Tuesday, October 13, 2009

Keep it simple.

In his latest book, “The Greatest Show on Earth”, Richard Dawkins comments on Darwin’s understated writing style:
“Darwin’s treatment of human evolution in his most famous work, 'On the Origin of Species', is limited to twelve portentous words: “Light will be thrown on the origin of man and his history’. That is the wording of the first edition. By the sixth (and last) edition, Darwin allowed himself to stretch a point and the sentence became “Much light will be thrown on the origin of man and his history’. I like to think of his pen, poised over the fifth edition, while the great man judiciously pondered whether to indulge himself in the luxury of “Much’. Even with it, the sentence is a calculated understatement.”

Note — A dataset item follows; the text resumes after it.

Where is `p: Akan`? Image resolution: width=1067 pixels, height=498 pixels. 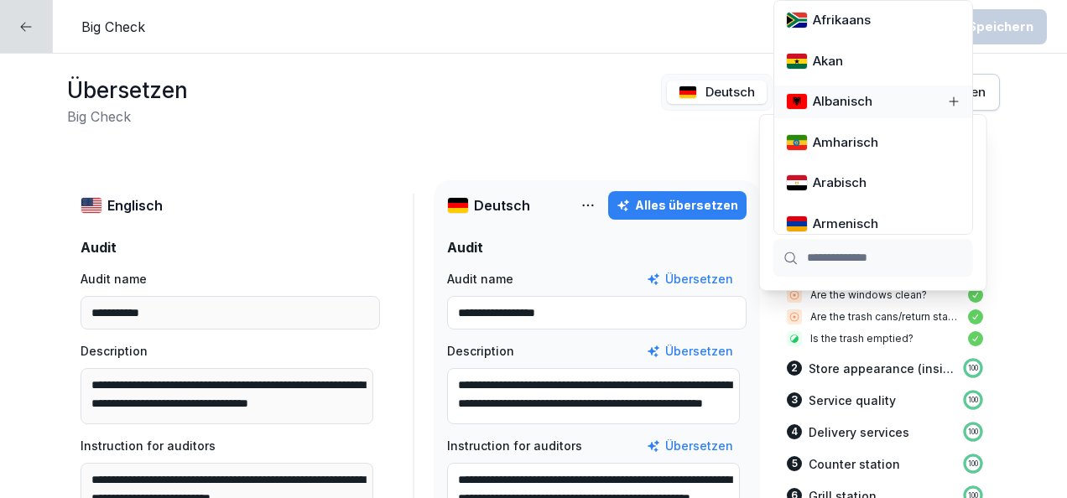 p: Akan is located at coordinates (828, 61).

Kurt Vonnegut, in a famous essay called “How to write with style” also dwelt on the need to keep things as simple as possible.

“As for your use of language: Remember that two great masters of language, William Shakespeare and James Joyce, wrote sentences which were almost childlike when their subjects were most profound. “To be or not to be?” asks Shakespeare’s Hamlet. The longest word is three letters long. Joyce, when he was frisky, could put together a sentence as intricate and as glittering as a necklace for Cleopatra, but my favorite sentence in his short story “Eveline” is this one: “She was tired.” At that point in the story, no other words could break the heart of a reader as those three words do.

Simplicity of language is not only reputable, but perhaps even sacred. The Bible opens with a sentence well within the writing skills of a lively fourteen-year-old: “In the beginning God created the heaven and the earth”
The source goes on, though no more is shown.